Next
day we picked up a hire car and took a leisurely drive, via Plymouth
(with its rather unimpressive
Rock) down the Cape to Provincetown, to stay with Andrew and Angelo.
We took some of the more picturesque back roads, through picturesque
villages with English names like Yarmouth and Brewster. A+A's place
there has probably the best views in the town, right in the centre
next to the public library, and up on the third floor, with sweeping
views across the piers to Long Point with its lighthouse, the last
gasp of the Cape as it spirals back on itself. They have had some
traumas over the last two years as the building had to have major
structural repairs, but all is now fixed and the apartment newly
fitted out in the most elegant modern style. They are dear friends
(we have known Andrew since university days) and meet up whenever we
can.
They are always the perfect hosts, and took us all around the
town, pointing out the quirky buildings and the historic sights,
everything from tumbledown shacks to high modernism is represented
here. Originally settled by Portuguese fishermen, it became a
bohemian artists' colony in the days when it still seemed very
remote. We saw some of the results at the Art Gallery, which has a
collection of newly found drawings by Edmund Hopper and his wife,
whose troubled relationship played out in a house just down the coast
in Truro.
The harbour still has a few fishing boats, one of which cut adrift in one of the recent storms and ended up against the breakwater. But now
of course “P'town” is mostly a tourist destination, at least from
Memorial Day to Labor Day, and a very gay one at that; but at this time of the year, with just
the long term population here and most of the tattier places closed
down for the season, it has a serene charm.
We
went out next day to the Atlantic side of the Cape, to the old
coastguard station at Race Point, and to Herring Cove, but were
nearly blown away by the tail end of the nor'easter. The sea was
wild, white capped and grey-green, under an intense blue sky with a
couple of scudding clouds. Snow still covered much of the beach and
it was not a day for a long visit. Just inland, and another day on,
the beech woods were a better prospect, with many well trodden paths
among the forest trees and ponds.
As always with A+A we ate very
well, in a couple of the better restaurants still open and favoured
by the locals; and one evening back at the apartment, where we had a
very relaxing evening watching the sky darken behind the Pilgrims'
monument as we tucked in to a great dinner.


=== Exercise details ===
What you write must match the records exactly, except for the images, which are left out.

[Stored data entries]
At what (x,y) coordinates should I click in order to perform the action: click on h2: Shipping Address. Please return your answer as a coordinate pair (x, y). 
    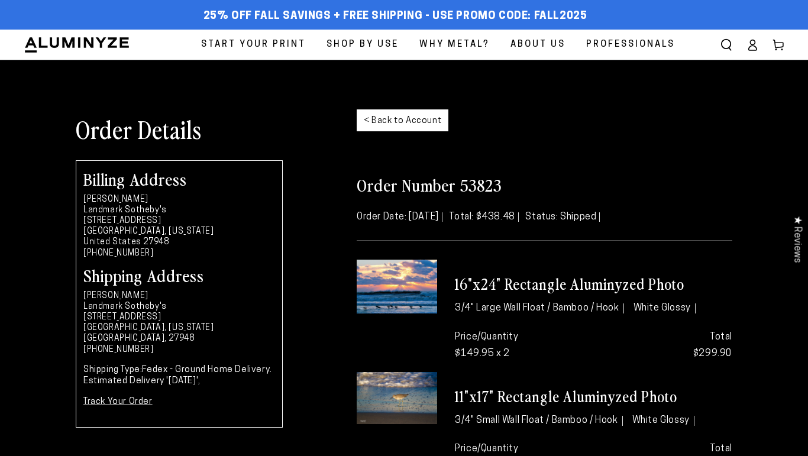
    Looking at the image, I should click on (179, 275).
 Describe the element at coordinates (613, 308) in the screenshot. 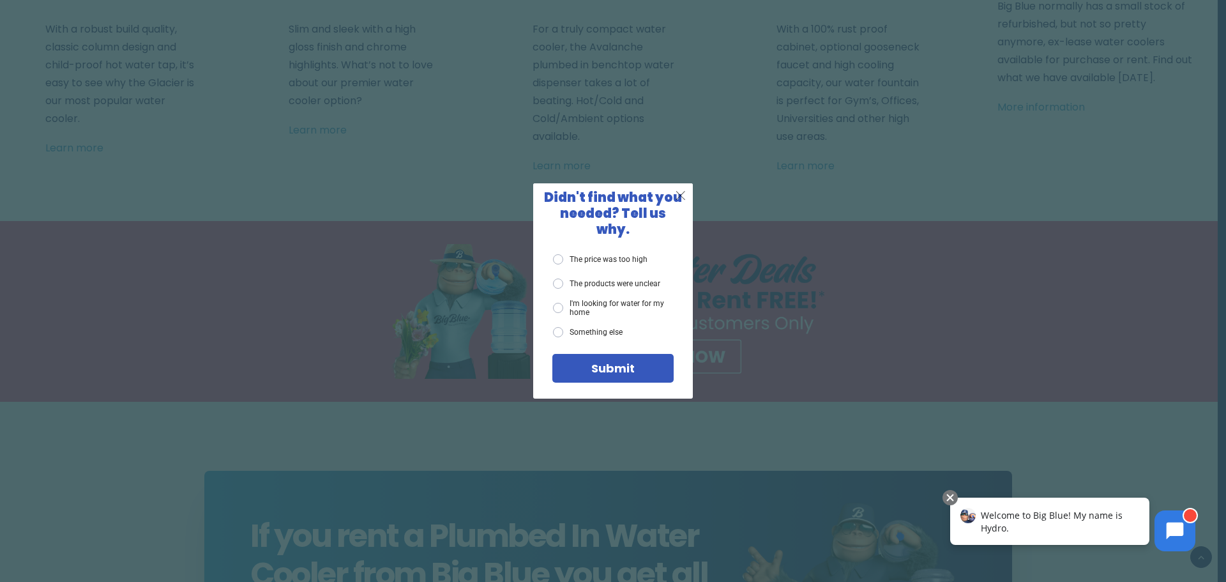

I see `label: I'm looking for water for my home` at that location.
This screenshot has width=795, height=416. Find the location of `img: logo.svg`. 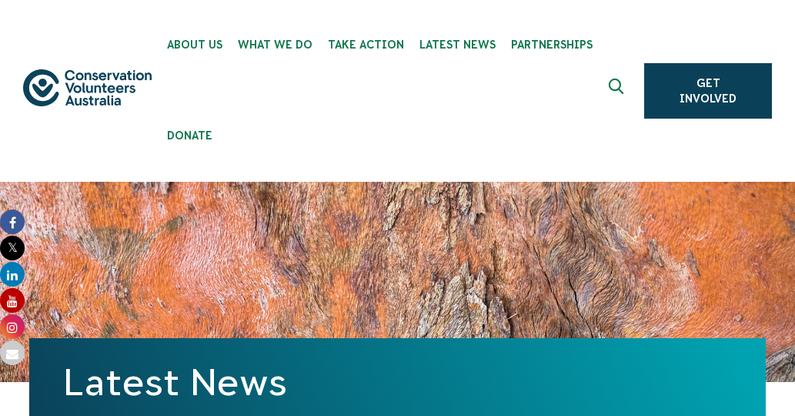

img: logo.svg is located at coordinates (87, 88).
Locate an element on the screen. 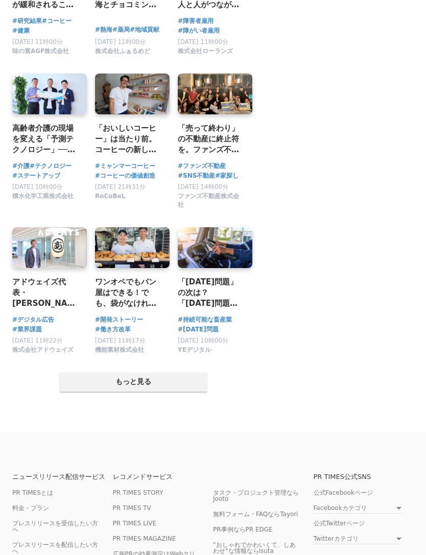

=== Result for this task ===
At what (x,y) coordinates should I click in order to perform the action: click on h2: Shipping Address. Please return your answer as a coordinate pair (x, y). 
    Looking at the image, I should click on (179, 275).
 Describe the element at coordinates (613, 308) in the screenshot. 

I see `label: I'm looking for water for my home` at that location.
This screenshot has width=795, height=416. Find the location of `img: logo.svg`. 

img: logo.svg is located at coordinates (87, 88).
Locate an element on the screen. 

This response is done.